So Proudly We Hail!

SO PROUDLY WE HAIL! entered the fray as a 1943 salute to the Army nurses stationed in The Philippines when Japan kicked off their plunge into WW2. Joining the year’s regiment of war pictures, this Paramount effort beat MGM’s same-subject Cry ‘Havoc’ into theaters by a few months. From our observation post the latter film holds up better, but with bigger stars and a jump on timing this one did much better at the boxoffice, coming in 15th (11 of the top 20 were war-related) and grabbing a quartet of Oscar nominations. Corny and dated, but worthwhile as a period piece, star-gazer and unabashed battle cry.

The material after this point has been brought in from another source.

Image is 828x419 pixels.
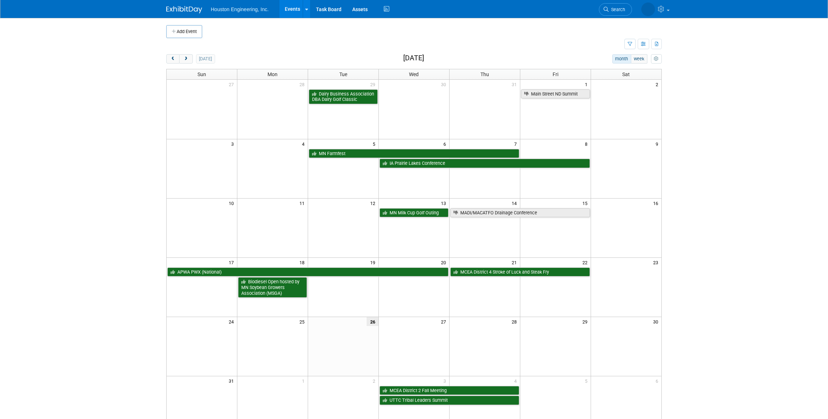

Told in flashback, a group of exhausted nurses, evacuated to Australia, relate their experiences surviving the ordeals on Bataan and Corregidor. Claudette Colbert is the compassionate leader of a crew featuring Paulette Goddard, as the quip-equipped flirt expert, and Veronica Lake, the hard case who has to channel hatred of the enemy and put her angry ardor into morale mode. Claudette falls for handsome wounded officer George Reeves; Goddard gets tangled up with a golly-gee Marine nicknamed ‘Kansas’, played by debuting Sonny Tufts.

The cast is capable, but Allan Scott’s script is loaded with speeches, either ‘inspirational’ or syrup-soaked (at some point everyone makes a statement or three), silly comic touches with doofy-acting Tufts, and then-contemporary agitprop tossed in to conceal how much of a disaster the doomed defense of the Philippines really was: don’t want to make MacArthur look bad.

Good special effects come in handy, and the harried evacuation sequence of the boat journey from Bataan to Corregidor is done with flair. Mark Sandrich, usually helming musicals (Top Hat, Holiday Inn) directed, Miklos Rozsa scored, Charles Lang manned the camera.

The wheeze-bag screenplay got an Academy Award nomination (yeesh!), but so did lively Goddard (Supporting Actress), the Cinematography and Visual Effects, those three categories deserving nods. Grosses reached $8,600,000. Our fury intensified. Angered by a sucker punch, one of history’s mightiest backhands was poised to be delivered. If Tojo had a clue, he would have realized sinking battleships was one thing: pissing off Hollywood’s leading ladies was really asking for it.

126 minutes, with Mary Servoss, Walter Able, Barbara Britton, Mary Treen, John Litel, Dorothy Adams, Ann Doran, Jean Willes, and Will Wright. Uncredited in a bit is 20-year-old hopeful Yvonne De Carlo.

* Though having Goddard run around the studio jungle in a black nightgown (she lost her uniform, see) lowered realism as much as it raised men’s heart rates, the movie kept Lake’s famous hair tied up until her sacrificial gesture when she let it down (and poked a grenade in her bra) to entice “the Nips”. Lake’s signature long locks were so popular that there were instances of female defense workers getting their copycat coifs snared in machinery, making riveting less than Rosie. Rest assured, we’re not making mock: my Mom worked in Kaiser’s shipyards, wielding a blowtorch making Liberty Ships in Portland: she saw some horrific on-the-job accidents. My Dad, meanwhile, was risking torpedo’s and typhoons on unarmed transports  in both the Atlantic and Pacific. We did our part. Where is FDR now, when we need him more than ever?